The “literature” in Comparative Literature refers both to literature as it is traditionally conceived—as fiction, drama, poetry, and literary nonfiction—and also to visual culture and cultural production more broadly.

But fundamentally the discipline of Comparative Literature is also a practice, a habit of learning, a way of studying literature, film and culture without arbitrarily stopping at national or linguistic borders. We acknowledge that the world is interconnected. When we follow ideas across borders we assume, not that the world should come to us, cater to us, or be translated into our language, but rather that it is our responsibility to explore the world, to seek to understand cultures on their own terms, to find commonalities and respect differences.

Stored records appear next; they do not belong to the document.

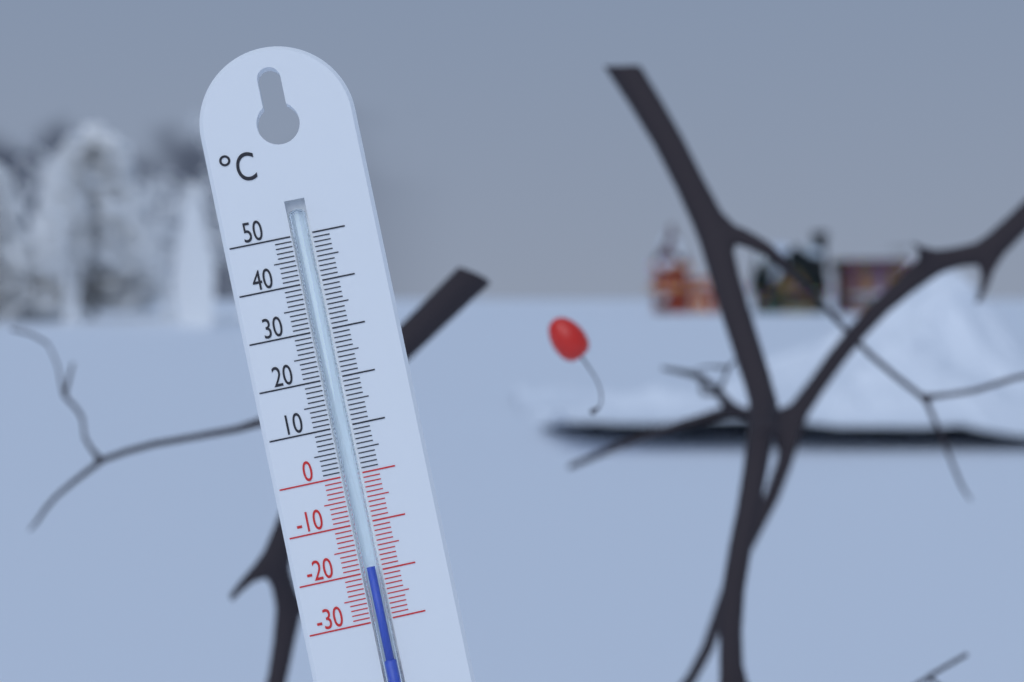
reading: -19 °C
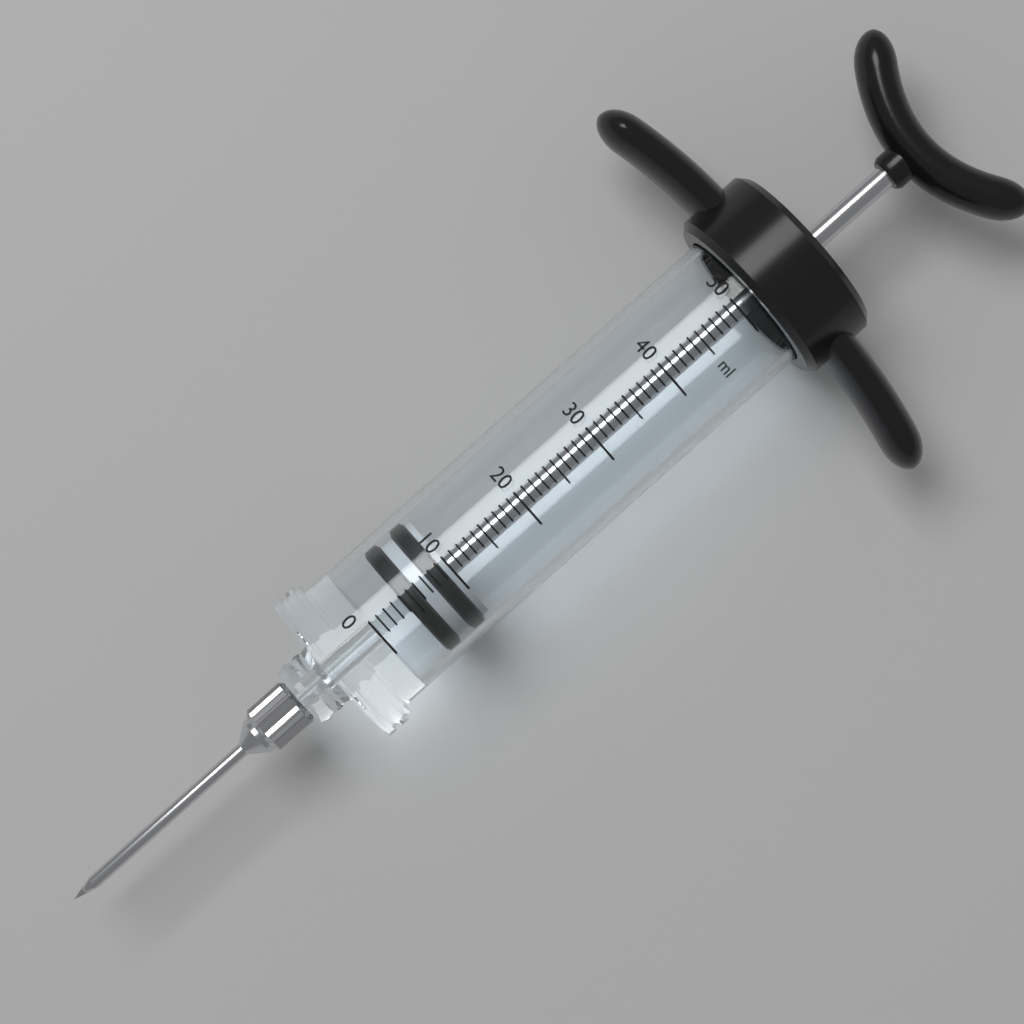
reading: 4 ml
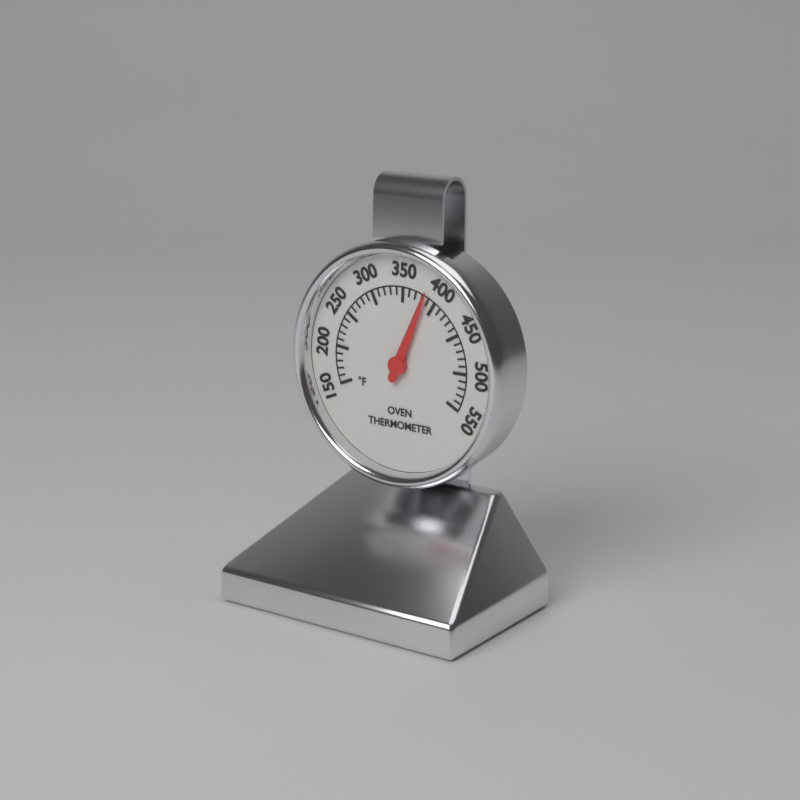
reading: 385 °F
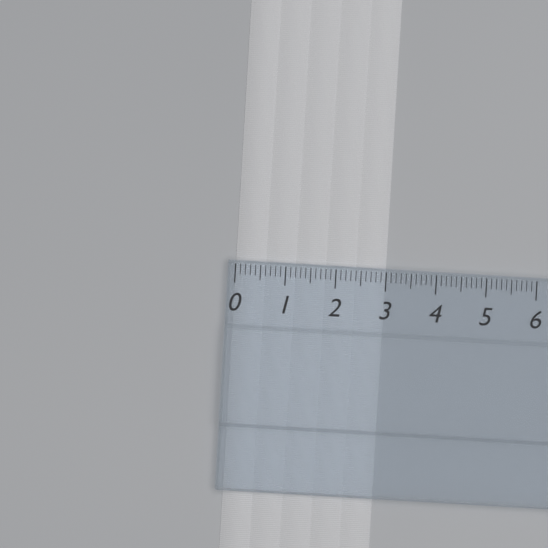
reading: 3.0 (no unit)
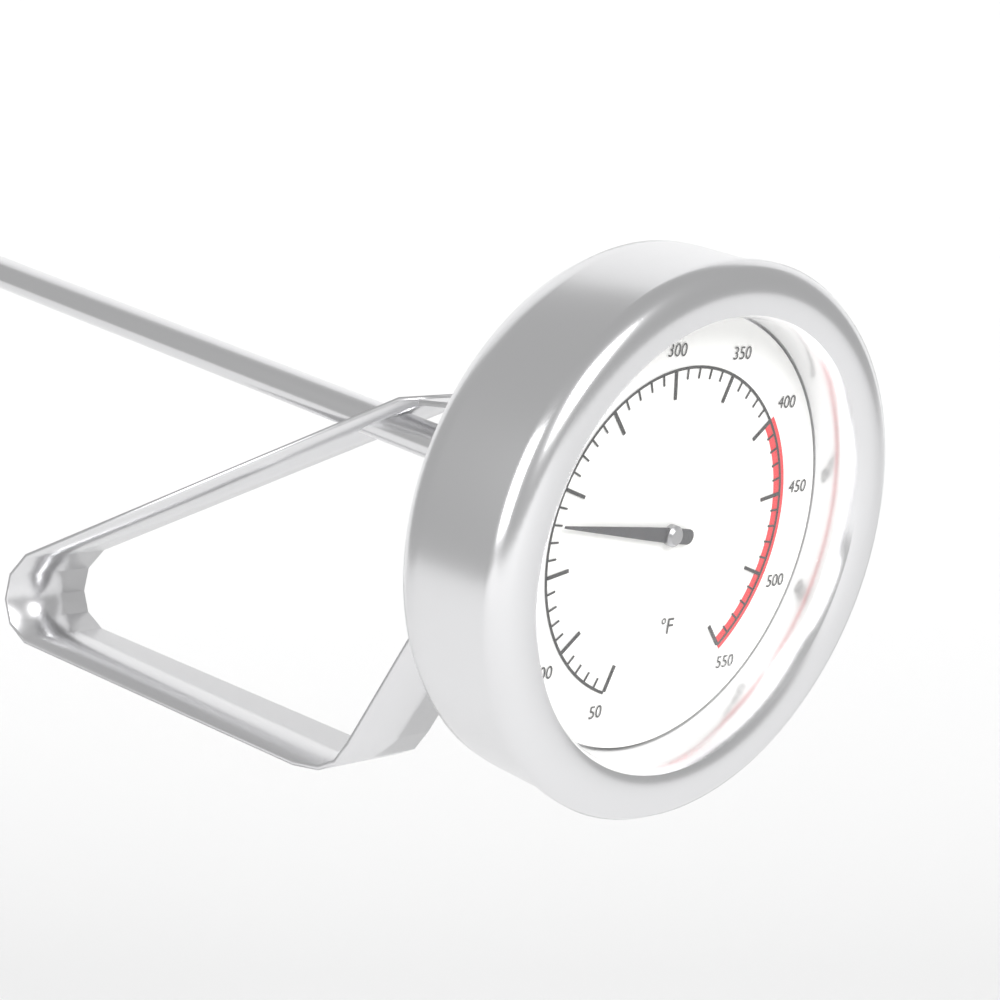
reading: 180 °F
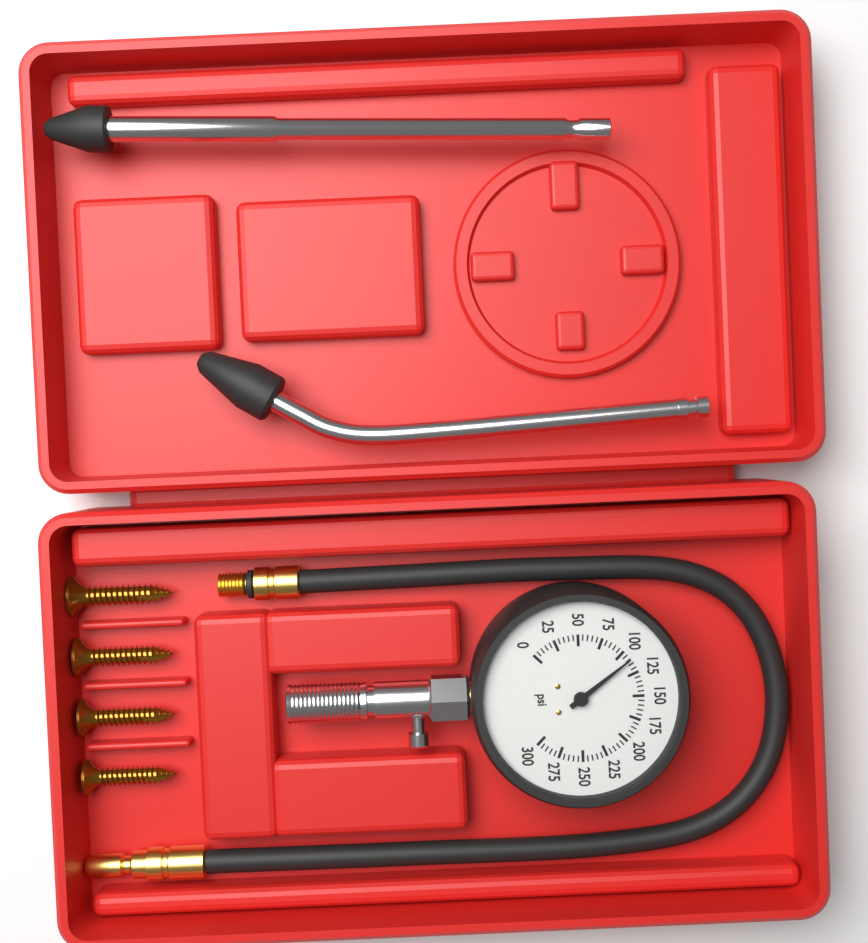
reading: 110 psi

A language requirement that asks students to begin the journey toward fluency in more than one language marks this fundamental value. We take the steps we can to read and view cultural texts in their original languages; when we cannot, we pay careful attention to what is gained and lost in translation.

Comparative Literature is both an individualized program of study with a high degree of flexibility and a strong cohort of faculty and students with shared interests and values.